Event
Global Discovery Series: Nationalism, Literature, Family History
The Global Discovery Lecture Series lets you explore the world virtually, both far and near, with Penn faculty members and your fellow alumni community. Each live, interactive lecture features Penn professors sharing new and innovative research on a variety of topics. Participants will have the opportunity to ask in-depth questions and are sure to learn something new in each one hour session.
David Wallace is currently editing a three-volume work for Oxford University Press, with 110 contributors, called National Epics. This project has an interactive website, developed in association with Penn’s Price Lab for Digital Humanities. This webinar will take a look at both the book project and a related seminar, described below, and how they aim to explore, finally, how mastery of local and national understandings helps form a global picture.

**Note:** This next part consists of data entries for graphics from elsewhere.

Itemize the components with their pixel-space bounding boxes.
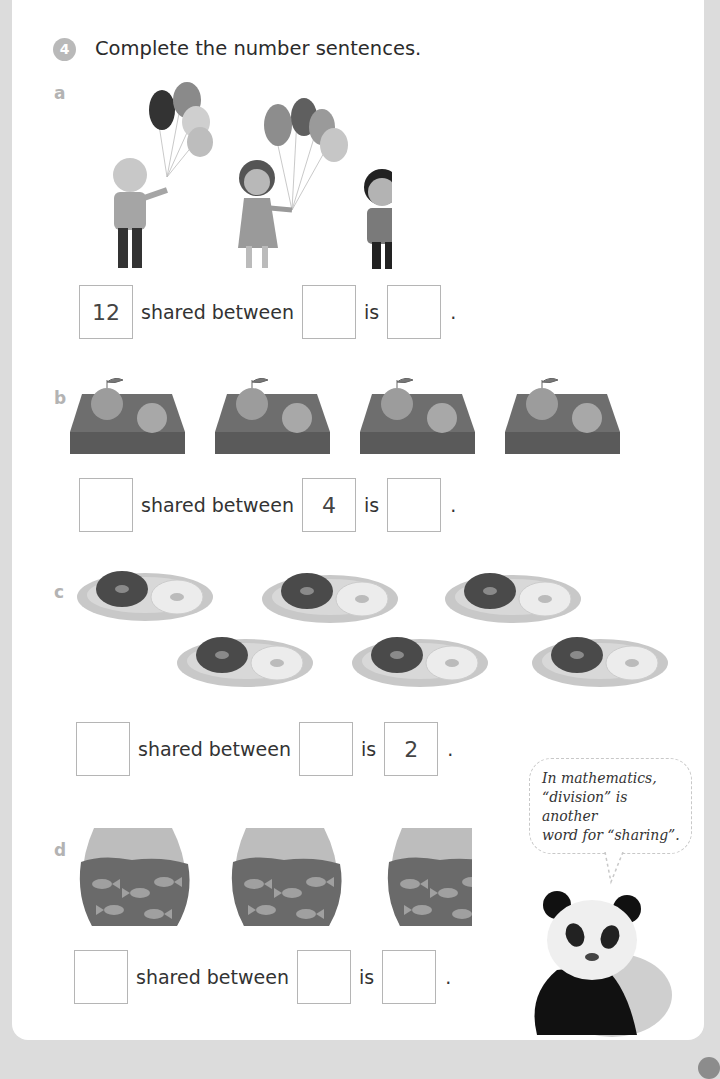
page-corner-marker	[698, 1057, 720, 1079]
is-text: is	[364, 301, 379, 323]
bubble-line-2: “division” is another	[542, 788, 685, 826]
bubble-line-1: In mathematics,	[542, 769, 685, 788]
answer-box-c-2[interactable]	[299, 722, 353, 776]
sentence-a: 12 shared between is .	[79, 285, 456, 339]
is-text: is	[359, 966, 374, 988]
shared-between-text: shared between	[141, 494, 294, 516]
is-text: is	[364, 494, 379, 516]
answer-box-a-1[interactable]: 12	[79, 285, 133, 339]
part-d-label: d	[54, 840, 66, 860]
trays-of-oranges-image	[67, 372, 677, 462]
full-stop: .	[450, 494, 456, 516]
part-a-label: a	[54, 83, 65, 103]
panda-image	[517, 885, 682, 1040]
answer-box-a-2[interactable]	[302, 285, 356, 339]
answer-box-c-3[interactable]: 2	[384, 722, 438, 776]
full-stop: .	[447, 738, 453, 760]
is-text: is	[361, 738, 376, 760]
sentence-b: shared between 4 is .	[79, 478, 456, 532]
bubble-line-3: word for “sharing”.	[542, 826, 685, 845]
children-with-balloons-image	[92, 70, 392, 270]
answer-box-b-1[interactable]	[79, 478, 133, 532]
speech-bubble-tail	[597, 852, 627, 887]
shared-between-text: shared between	[141, 301, 294, 323]
shared-between-text: shared between	[136, 966, 289, 988]
answer-box-d-1[interactable]	[74, 950, 128, 1004]
full-stop: .	[450, 301, 456, 323]
part-c-label: c	[54, 582, 64, 602]
fishbowls-image	[72, 822, 472, 932]
part-b-label: b	[54, 388, 66, 408]
answer-box-c-1[interactable]	[76, 722, 130, 776]
answer-box-d-3[interactable]	[382, 950, 436, 1004]
full-stop: .	[445, 966, 451, 988]
answer-box-b-2[interactable]: 4	[302, 478, 356, 532]
answer-box-b-3[interactable]	[387, 478, 441, 532]
speech-bubble: In mathematics, “division” is another wo…	[529, 758, 692, 854]
sentence-c: shared between is 2 .	[76, 722, 453, 776]
question-number-badge: 4	[53, 38, 76, 61]
worksheet-page: 4 Complete the number sentences. a	[12, 0, 704, 1040]
answer-box-a-3[interactable]	[387, 285, 441, 339]
answer-box-d-2[interactable]	[297, 950, 351, 1004]
shared-between-text: shared between	[138, 738, 291, 760]
question-title: Complete the number sentences.	[95, 37, 421, 60]
sentence-d: shared between is .	[74, 950, 451, 1004]
plates-of-doughnuts-image	[77, 565, 677, 705]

The “National Epics” course asks students to consider what imaginative text has a given nation chosen to ‘represent’ itself to the world? When was that choice made, and how well is it holding up? The choice for India has been the Mahabharata for 2000 years, but what of the United States? The class covers one nation and one text per week, beginning in western Europe (France, Spain, Ireland, England, Iceland), pivoting across Eurasia (Russia, Mongolia) and then on to India, Korea, Vietnam, China, among others. Students come to see how their own family histories, always complex, interact with and form part of national sagas.
Featured Speaker
David Wallace is a Londoner who was educated at York, Perugia and Cambridge (Ph.D. 1983); he became a US citizen in 2013. He taught at Stanford, UT Austin, and Minnesota before joining Penn as Judith Rodin Professor in 1996; he has since held visiting professorships at Melbourne, London, Princeton, and Hebrew University, Jerusalem (twice). He has served as President of the Medieval Academy of America and was awarded the Sir Israel Gollancz Prize by the British Academy. He has chaired both English and Romance Language Departments at Penn and has made documentary features for BBC Radio. He has directed the Penn English in London Program three times, most recently in 2023. His current research project, with Oxford University Press, is global in scope: see nationalepics.com, for an interactive website.